Not every blockchain project ends in a write-off. If we can tamper our ambitions, we can use it properly. That’s why IBM focused on the much narrower problem of supply chains.

That’s not to say that supply chains aren’t extremely, extremely annoying – multiple parties with different systems and no shared record of what’s happened to a product as it moves from party to party. When something goes wrong, it can take absolutely ages to figure out where the issue started.

So, that’s why IBM wanted to use blockchain as a shared ledger, where each step in the chain is recorded and visible to authorised participants. Instead of everyone keeping their own version of events, there’s one agreed record. The result is faster traceability and fewer disputes, which is bad news if you love a drawn out argument.

But building it isn’t everything. For a system like this to work, it requires buy-in from everyone involved, and it still has its own hangups. However, when we compare this case to ASX’s, the key difference is obvious – this was a specific problem, with a practical solution, implemented at a manageable scale. So, hurrah for IBM!

Why should you care?

In accounting, blockchain has been positioned as a fundamental shift but, even after a decade, this hasn’t really materialised yet. Theoretically, the blockchain posits concepts like "triple-entry accounting”, where transactions are not just recorded by each party but also written to a shared ledger. This is the kind of idea that makes an accountant feel like Neo at the end of the Matrix.

Firms like EY have developed tools such as blockchain analysers that reconcile client transaction data with public blockchain records, validate ownership through digital signatures, and trace transactions across systems.
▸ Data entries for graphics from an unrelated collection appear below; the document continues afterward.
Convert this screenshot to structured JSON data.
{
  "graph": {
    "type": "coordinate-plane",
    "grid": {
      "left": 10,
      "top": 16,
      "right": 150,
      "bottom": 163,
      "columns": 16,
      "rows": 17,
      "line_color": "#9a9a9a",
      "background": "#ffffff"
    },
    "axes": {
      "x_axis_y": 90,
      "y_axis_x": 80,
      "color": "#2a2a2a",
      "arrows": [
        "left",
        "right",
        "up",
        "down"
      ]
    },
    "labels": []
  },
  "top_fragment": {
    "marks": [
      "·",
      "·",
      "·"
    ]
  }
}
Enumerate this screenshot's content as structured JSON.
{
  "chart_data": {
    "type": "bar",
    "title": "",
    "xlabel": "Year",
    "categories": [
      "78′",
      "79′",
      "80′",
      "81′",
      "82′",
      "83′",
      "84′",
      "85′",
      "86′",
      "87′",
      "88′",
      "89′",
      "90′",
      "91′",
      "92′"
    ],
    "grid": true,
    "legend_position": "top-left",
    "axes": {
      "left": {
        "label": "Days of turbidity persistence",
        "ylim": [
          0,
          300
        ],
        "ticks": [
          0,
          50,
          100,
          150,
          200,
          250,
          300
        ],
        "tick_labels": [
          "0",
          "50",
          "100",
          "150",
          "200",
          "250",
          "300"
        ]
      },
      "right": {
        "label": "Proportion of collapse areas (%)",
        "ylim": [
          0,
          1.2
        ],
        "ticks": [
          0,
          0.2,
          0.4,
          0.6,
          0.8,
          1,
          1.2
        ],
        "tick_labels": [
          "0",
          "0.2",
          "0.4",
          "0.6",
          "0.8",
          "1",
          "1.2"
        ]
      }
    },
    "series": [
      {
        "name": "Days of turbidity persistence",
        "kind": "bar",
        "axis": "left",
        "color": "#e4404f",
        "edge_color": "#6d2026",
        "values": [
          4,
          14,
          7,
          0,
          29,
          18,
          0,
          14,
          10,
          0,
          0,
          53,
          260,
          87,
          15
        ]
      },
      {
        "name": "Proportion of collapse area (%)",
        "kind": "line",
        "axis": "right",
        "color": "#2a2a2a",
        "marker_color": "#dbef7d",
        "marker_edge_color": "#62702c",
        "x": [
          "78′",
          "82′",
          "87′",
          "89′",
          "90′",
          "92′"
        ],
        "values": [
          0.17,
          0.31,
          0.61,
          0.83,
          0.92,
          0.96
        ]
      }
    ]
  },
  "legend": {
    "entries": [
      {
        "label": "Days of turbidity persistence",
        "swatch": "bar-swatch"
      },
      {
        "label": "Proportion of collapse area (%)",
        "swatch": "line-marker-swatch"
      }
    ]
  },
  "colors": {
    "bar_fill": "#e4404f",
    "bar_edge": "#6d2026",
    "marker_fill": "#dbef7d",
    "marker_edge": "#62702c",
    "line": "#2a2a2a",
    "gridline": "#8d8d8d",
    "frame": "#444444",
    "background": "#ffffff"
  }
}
But, rather than replacing accounting processes, these tools sit alongside existing systems, improving visibility and reducing manual reconciliation in specific areas. Admittedly, it is easy to nod off when reading this stuff as a list, but it is still pretty good news.

Some of the more contentious areas in modern accounting could still grasp the benefits. Audit processes could become faster and more automated, and fraud could be harder to hide due to immutable records. Entire areas of manual work – from reconciliations to parts of bookkeeping – could be reduced or removed altogether. But let’s not hold our breath.

To conclude, the potential is still there, but the transformation is far less disruptive than originally promised. Like when an eight-year-old promises to scream the whole car ride back from his cousins, and he falls asleep in the back seat within the first five minutes.

🧠 Final thoughts

The big lesson here isn’t really about blockchain, but about transformational projects in general. Ideas can fly about during a meeting, and it’s both easy and fun to get swept away in it all. Without people willing to put in the work, though, these kind of ideas are going nowhere.

The stuff that’s difficult is people, and it’s best to talk to ones at the coalface to learn a problem and deal with it. It’s a lot less fun, and some of the people you’ll talk to will be weird and frustrating, but it is the only place to start with a project like integrating blockchain.

But maybe we’re wrong! Maybe you should just go all-in – many people have bet it all on black and come away winners.